How does ego death feel




















In a recent study on ego dissolution, researchers at Maastricht University examined people before and after drinking ayahuasca in a ceremonial setting. In other words, people who scored higher on ego dissolution tended to be more positive and have a better outlook on their life after the experience. But why exactly is the encounter with the infinite possibly therapeutic and so intense?

Well, to understand this, first we need to consider the architecture of our finite existence. And, taking this a step further, what if even your most basic thoughts and feelings, the things that define you as a person, were never your own to begin with? Try to consider everything you have ever been told and shown about the world, about who you are, how things work, and what actions and reactions are adequate. Throughout your development, all of these external voices eventually came together, creating a complex personality with ideas, desires, ambitions, fears, attitude patterns, beliefs about the world, levels of education, aptitudes, and so on.

This data also gets stored somewhere. To make matters even more complicated, most of our memories are not actually the original informationbut a version altered by the context you remembered them in, with gaps filled in with best subconscious guesses. This version also morphs depending on what else you have associated with it and degrades with time with blanks filled in based on your desires and fears. We are loaded with falsified memories that help determine everything we do, and they are what we identify with as our selves.

This is what we, synonymously, refer to as the ego. Our ego is what we know and who we believe ourselves to be. So, who, or what, then, are we really? Regrettable patterns of behavior that had plagued me for years resolved into view with astounding, terrifying clarity. What I had internalized as faults to be hated were revealed simply to be games, which I could choose to play or not. I realized I could turn away from a mirror whenever bad thoughts arrive. I gained a healthy aversion to my smartphone.

The inescapable immersion of the psychedelic experience also removed my urge to record it in writing: every moment I spent wondering how to capture it was time lost inhabiting it.

The trip was the thing, not any souvenirs I might take back with me. The trip had changed me. Ego death is as much a learning experience as it is a psychedelic one, and I came away from it with new, unforeseen ways of coping. We go to a great deal of trouble to live without fear. But to experience ego death is to confront your worst fears in a brief period of time. I imagine skydiving has a similar effect, or bungee jumping — anything so conducive to extreme anxiety that you feel bolder for having survived it.

From sexual climax follows a transcendent lightness, and with it a release from a condition of mind in which thinking about yourself precludes existence. Escaping from that condition of mind in order to look at yourself as if from the perspective of another person can be a scary prospect — one which is made scarier still if it comes not during repose after sex but while peaking on psychedelics.

In order to ascend and transcend through LSD, you must trust that an unpredictable series of neurochemical reactions will benefit you. She is in a treatment room at the Imperial College Clinical Research Facility in London, taking part in a scientific study into the effects of illegal hallucinogen DMT. She's in a chair, eye mask on, cannula poking out of her forearm. The lights are dimmed and a specially commissioned ambient soundtrack plays in the background.

Chris Timmermann, a psychologist and neuroscientist who researches psychedelic drugs, stands nearby. The hallucinations hit her like a hurricane. A sense of dread envelops her. As expected, Iona didn't suddenly dematerialise into a swirling space-time void.

This intense journey took place entirely within her own mind — induced by an illegal drug that sits on the periphery of recreational psychedelics. DMT is perhaps best known as the hallucinogenic compound in ayahuasca. This bitter, brown liquid is created by combining two plants — the ayahuasca vine and a shrub called chacruna — and has been used ritually and medicinally by Amazonian tribes for centuries.

The mysterious allure of the ayahuasca ritual seems to hold a particular appeal for young Westerners, who have helped spawn a cottage industry of ayahuasca tourism in South America. Those who seek it out may believe it can heal , provide a glimpse of death, or perhaps even the afterlife.

But it is not a drug without risks. Ayahuasca could trigger issues in those who are predisposed to mental health problems and four years ago, a year-old British backpacker died following an ayahuasca ceremony.

Human trials involving illegal drugs demand a strict ethical and regulatory framework and the express permission of the Home Office.

The fear of dying is all about the sense of self — in this case, what happens to it after the body stops functioning. The ego death Turner experienced while taking shrooms helped her weeks after her trip to make sense of, and accept, the loss of a friend she who she believes died of suicide.

She extended the understanding of her body as a shell that housed her spirit to her friend. In general, people who experience it feel reset and have a greater sense of agency. Again, though, it's important to stress that this is based on Johnson's clinical observations. Scientists have yet to conduct controlled studies that show direct evidence of the mental health benefits of ego death from psychedelic use.

While the science on ego death is still relatively nascent, Johnson says some experts have traced it to a collection of brain regions known as the default mode network.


=== Required action ===
From the entries below, work out how many lines contain the string "John"; answer with the number alone.

=== Supplied data ===
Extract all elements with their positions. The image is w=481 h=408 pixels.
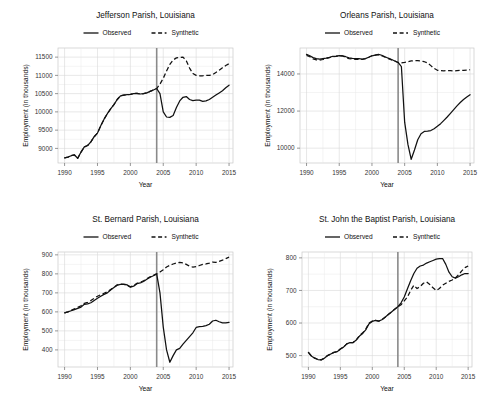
x-tick-label: 1995 — [90, 169, 105, 176]
x-tick-label: 2000 — [123, 373, 138, 380]
x-tick-label: 1990 — [57, 373, 72, 380]
y-axis-label: Employment (in thousands) — [266, 268, 274, 351]
chart-panel: St. Bernard Parish, LouisianaObservedSyn… — [0, 204, 240, 408]
chart-panel: Orleans Parish, LouisianaObservedSynthet… — [240, 0, 481, 204]
figure-grid: Jefferson Parish, LouisianaObservedSynth… — [0, 0, 481, 408]
chart-svg: Orleans Parish, LouisianaObservedSynthet… — [240, 0, 480, 204]
x-tick-label: 2000 — [365, 169, 380, 176]
y-tick-label: 14000 — [277, 70, 295, 77]
chart-svg: St. John the Baptist Parish, LouisianaOb… — [240, 204, 480, 408]
x-tick-label: 2015 — [222, 373, 237, 380]
x-axis-label: Year — [380, 181, 394, 188]
panel-title: St. Bernard Parish, Louisiana — [92, 215, 199, 224]
x-tick-label: 1990 — [299, 169, 314, 176]
legend-observed-label: Observed — [344, 233, 373, 240]
x-tick-label: 1995 — [333, 373, 348, 380]
x-tick-label: 2000 — [123, 169, 138, 176]
x-tick-label: 2015 — [463, 169, 478, 176]
legend-synthetic-label: Synthetic — [172, 29, 200, 37]
y-tick-label: 9000 — [38, 145, 53, 152]
y-tick-label: 11000 — [35, 72, 53, 79]
x-tick-label: 1990 — [57, 169, 72, 176]
x-tick-label: 2010 — [429, 373, 444, 380]
chart-svg: St. Bernard Parish, LouisianaObservedSyn… — [0, 204, 240, 408]
y-tick-label: 800 — [286, 254, 297, 261]
chart-panel: Jefferson Parish, LouisianaObservedSynth… — [0, 0, 240, 204]
y-tick-label: 9500 — [38, 126, 53, 133]
chart-panel: St. John the Baptist Parish, LouisianaOb… — [240, 204, 481, 408]
y-tick-label: 10000 — [277, 144, 295, 151]
y-tick-label: 11500 — [35, 53, 53, 60]
y-axis-label: Employment (in thousands) — [22, 268, 30, 351]
y-tick-label: 500 — [42, 327, 53, 334]
y-tick-label: 500 — [286, 352, 297, 359]
y-tick-label: 800 — [42, 270, 53, 277]
x-tick-label: 2005 — [398, 169, 413, 176]
x-tick-label: 2005 — [397, 373, 412, 380]
plot-area-border — [300, 48, 474, 163]
legend-synthetic-label: Synthetic — [413, 233, 441, 241]
legend-synthetic-label: Synthetic — [413, 29, 441, 37]
x-tick-label: 2015 — [222, 169, 237, 176]
x-tick-label: 2010 — [430, 169, 445, 176]
panel-title: St. John the Baptist Parish, Louisiana — [319, 215, 456, 224]
x-tick-label: 1990 — [301, 373, 316, 380]
legend-observed-label: Observed — [344, 29, 373, 36]
y-tick-label: 600 — [42, 308, 53, 315]
legend-observed-label: Observed — [103, 233, 132, 240]
legend-observed-label: Observed — [103, 29, 132, 36]
y-tick-label: 10500 — [35, 90, 53, 97]
y-tick-label: 12000 — [277, 107, 295, 114]
y-tick-label: 10000 — [35, 108, 53, 115]
x-tick-label: 2000 — [365, 373, 380, 380]
x-axis-label: Year — [380, 385, 394, 392]
x-axis-label: Year — [139, 385, 153, 392]
y-tick-label: 900 — [42, 251, 53, 258]
plot-area-border — [58, 48, 233, 163]
legend-synthetic-label: Synthetic — [172, 233, 200, 241]
x-axis-label: Year — [139, 181, 153, 188]
x-tick-label: 2005 — [156, 169, 171, 176]
y-tick-label: 700 — [42, 289, 53, 296]
y-tick-label: 700 — [286, 287, 297, 294]
chart-svg: Jefferson Parish, LouisianaObservedSynth… — [0, 0, 240, 204]
y-tick-label: 400 — [42, 346, 53, 353]
y-axis-label: Employment (in thousands) — [22, 64, 30, 147]
x-tick-label: 1995 — [90, 373, 105, 380]
y-tick-label: 600 — [286, 319, 297, 326]
x-tick-label: 2015 — [461, 373, 476, 380]
x-tick-label: 2010 — [189, 373, 204, 380]
x-tick-label: 2010 — [189, 169, 204, 176]
x-tick-label: 1995 — [332, 169, 347, 176]
plot-area-border — [302, 252, 472, 367]
panel-title: Jefferson Parish, Louisiana — [96, 11, 195, 20]
x-tick-label: 2005 — [156, 373, 171, 380]
panel-title: Orleans Parish, Louisiana — [340, 11, 434, 20]
y-axis-label: Employment (in thousands) — [264, 64, 272, 147]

=== Written solution ===
3